Other drugs which have been shown to be efficacious in superficial bladder cancer include doxorubicin, epirubicin and valrubicin, which are all anthracycline antibiotics. They do not seem to have been used in hyperthermic studies. A drug known as EO9 or apaziquone initially showed superior outcomes to mitomycin and gemcitabine, but seems to have died a phase II death. Etoposide, another drug used for intravesical chemotherapy, actually has reduced efficacy when combined with heat.

The role of immunotherapy

Immunotherapy deserves a mention at this point following the pioneering work in the 1970s of Dr Donald Lamm, Director of BCG Oncology and Clinical Professor of Surgery at the University of Arizona, which saw chemotherapy for the bladder displaced by BCG (Bacillus Calmette-Guerin).
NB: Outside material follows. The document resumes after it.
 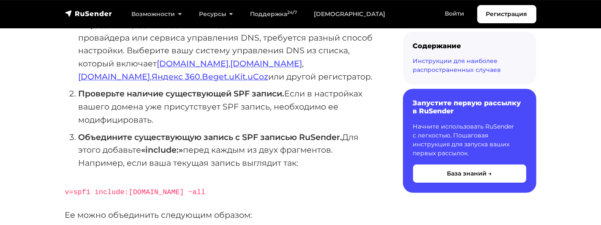 What do you see at coordinates (89, 14) in the screenshot?
I see `img: RuSender` at bounding box center [89, 14].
I invoked the name of Imhotep from 2600 BC in my previous article. Imhotep induced infection with incision and poultice to treat tumours. The immunotherapy brigade saw this as an immune response rather than from the fever induced. William Coley and his toxin were also thought to be efficacious from an immune response rather than a thermal effect. In 1929 a study on cadavers showed that those infected with tuberculosis had a lower incidence of cancer compared with control studies. Whoever thought that TB would be useful in healthcare instead of a scourge?

The early 1970s saw an explosion in research into BCG therapy for various cancers, starting with melanoma and rapidly encompassing other tumours. Unfortunately, just like hyperthermia nearly died an ignoble death, BCG immune therapy crashed as it just did not work except in bladder cancer. Lamm surmised that “it may simply be that bladder cancer is the ideal condition for the application of this immunotherapy”.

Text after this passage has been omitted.